Agreement is on hiatus because interest for developing Atom SoCs is low

Aug 5, 2010 14:03 GMT  ·  By

Intel has been selling Atom central processing units for quite some time now but has been trying to get into the mobile business for quite a long time as well. Still, things have not been progressing very quickly, mostly because the ARM architecture is quite well settled in that area. One thing the Santa Clara, California-based CPU maker has been trying to accomplish is persuade others to design SoCs (System-on-Chip) based on Atom x86 cores. Apparently, TSMC is one of those reluctant parties.

Taiwan Semiconductor Manufacturing Company and Intel already have an agreement for the mass production of Atom SoCs, but the pact has been reportedly put on hold because parties that can develop them apparently aren't exactly enthusiastic about the idea. Intel made this deal with TSMC because it hoped to wrest some of ARM's share of the consumer electronics market. The main problem is not just the chip itself, but the x86 architecture in general. For one, ARM has already reached a comparable level of performance and is already widespread, which makes it much more easy to implement instead of performing a migration to a new architecture altogether.

"While we have no short-term plans to bring an Atom processor manufactured at TSMC to market, the relationship remains in effect and we are still working with TSMC," said Intel spokesman Nick Jacobs according to the report.

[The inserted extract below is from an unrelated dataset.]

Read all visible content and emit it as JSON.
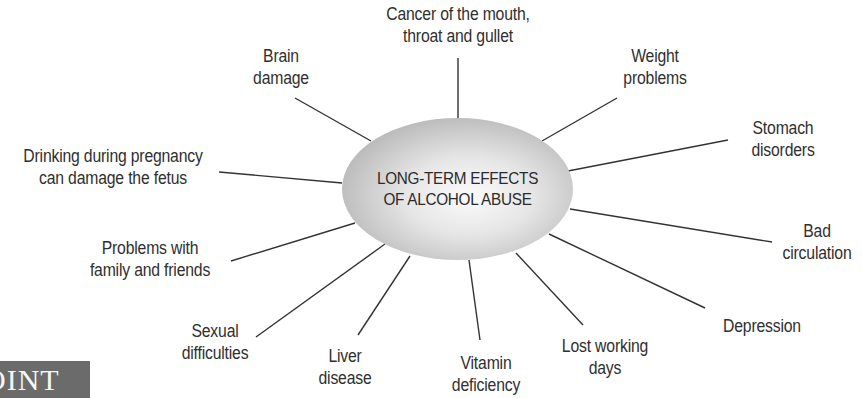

This situation does not mean Intel will just give up on its plans. If anything, the chip maker is known to persevere whenever it reaches obstacles. The company will still manufacture number of SoCs in its own fabs and keep looking out for opportunities elsewhere, even though they may not be quick to emerge. This, of course, may cause potential third parties to question the point of developing their own SoCs when Intel already has its own collection. All in all, there is no way o knowing exactly how things will progress in this area.